The most concerning risks are: geopolitical tensions resurfacing causing oil prices to spike again, disrupting the capital rebalancing process; AI industry catalysts falling short of expectations, failing to realize the valuation re-rating logic; and a further deterioration in overseas liquidity expectations, with a stronger U.S. dollar exacerbating capital outflows.
The most attention is paid to changes in fund flows and the fundamental progress of internet giants. This specifically includes the direction of southbound capital flows, the activity level of Hong Kong stock trading, and whether pressure from major shareholder减持 and the pace of new share listings ease. Simultaneously, tracking quarterly financial reports of major internet companies, particularly the proportion of AI business revenue, profit guidance, and large model progress. If the market corrects again, accompanied by capital回流 and fundamental improvement, it could present a good buying opportunity. If fundamentals continue to deteriorate or AI progress falls short of expectations, it could signal a false trend.
In the short term, the mid-year earnings reports are the primary focus. The actual effect of AI technology on improving business efficiency, the recovery of core business profitability, and future guidance are key variables for the market to transition from valuation repair to a trend reversal.

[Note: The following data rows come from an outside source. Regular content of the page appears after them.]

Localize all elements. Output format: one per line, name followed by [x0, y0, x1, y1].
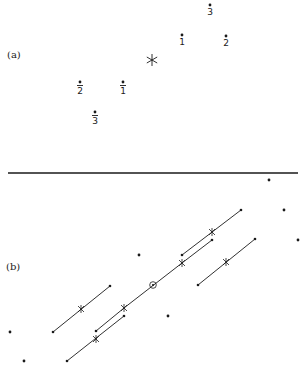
point-1-bar-label: 1	[120, 86, 126, 96]
point-dot-icon	[94, 111, 97, 114]
upper-branch	[182, 239, 213, 263]
point-dot-icon	[9, 331, 12, 334]
panel-b-label: (b)	[6, 261, 20, 272]
point-3-bar: 3	[92, 111, 98, 126]
point-1: 1	[179, 34, 185, 47]
point-dot-icon	[181, 34, 184, 37]
panel-a: (a) 3 1 2 1 2	[7, 4, 229, 126]
point-dot-icon	[211, 239, 214, 242]
circled-dot-icon	[150, 282, 157, 289]
point-dot-icon	[240, 209, 243, 212]
point-dot-icon	[225, 35, 228, 38]
point-dot-icon	[23, 360, 26, 363]
point-3: 3	[207, 4, 213, 17]
panel-b: (b)	[6, 179, 299, 363]
point-dot-icon	[254, 238, 257, 241]
point-dot-icon	[52, 331, 55, 334]
point-dot-icon	[66, 360, 69, 363]
point-2-label: 2	[223, 38, 229, 48]
isolated-points	[9, 179, 300, 363]
lower-branch	[95, 308, 124, 332]
diagram-canvas: (a) 3 1 2 1 2	[0, 0, 301, 386]
point-dot-icon	[297, 239, 300, 242]
point-2: 2	[223, 35, 229, 48]
point-dot-icon	[95, 330, 98, 333]
point-dot-icon	[268, 179, 271, 182]
cross-icon	[121, 304, 127, 312]
point-1-bar: 1	[120, 81, 126, 96]
point-dot-icon	[109, 285, 112, 288]
cross-icon	[179, 259, 185, 267]
asterisk-icon	[147, 54, 157, 66]
point-dot-icon	[181, 254, 184, 257]
point-dot-icon	[138, 254, 141, 257]
point-dot-icon	[167, 315, 170, 318]
point-dot-icon	[209, 4, 212, 7]
panel-a-label: (a)	[7, 49, 21, 60]
point-dot-icon	[123, 315, 126, 318]
point-dot-icon	[79, 81, 82, 84]
cross-icon	[209, 228, 215, 236]
point-3-label: 3	[207, 7, 213, 17]
point-dot-icon	[197, 284, 200, 287]
point-2-bar-label: 2	[77, 86, 83, 96]
point-2-bar: 2	[77, 81, 83, 96]
point-dot-icon	[122, 81, 125, 84]
point-1-label: 1	[179, 37, 185, 47]
point-3-bar-label: 3	[92, 116, 98, 126]
cross-icon	[78, 305, 84, 313]
cross-icon	[223, 258, 229, 266]
point-dot-icon	[283, 209, 286, 212]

The most vigilant risks currently are twofold: First, AI investments continue to erode cash flow and profits, with commercialization falling short of expectations, or weak recovery in core businesses and deteriorating competitive landscapes leading to mid-year earnings below expectations, potentially disproving the valuation repair logic. Second, overseas liquidity risks; the Federal Reserve's monetary policy path remains unclear. If inflation resurges leading to renewed expectations of rate hikes, it could create liquidity pressure on Hong Kong's offshore market.
The Hang Seng Tech Index's future performance is jointly determined by earnings, valuation, and liquidity. The ideal scenario is resonance among all three, but the probability of such resonance occurring currently is not high. On the earnings front, watch domestic growth-stabilizing policies. On the valuation front, monitor the iterative progress of leading internet companies' large model capabilities and agent monetization. On the liquidity front, observe the Federal Reserve's monetary policy path and the "capital drainage" pressure from Hong Kong IPOs and refinancing. Marginal changes in industry regulatory policies are also variables that the Hong Kong tech sector needs to monitor continuously.
Besides the aforementioned indicators, short-term market changes also warrant attention. As the second-quarter earnings reporting season approaches, index constituents may be affected by financial reports from internet giants, particularly whether AI businesses can bring real profit realization. If the market adjusts again in the future, given the low valuation environment, it could still present a good opportunity for accumulation on dips for medium-to-long-term investment mechanisms.
Future concerns include: overseas macro liquidity tightening beyond expectations, leading to sustained foreign capital outflows; and an escalation of geopolitical friction, suppressing market risk appetite.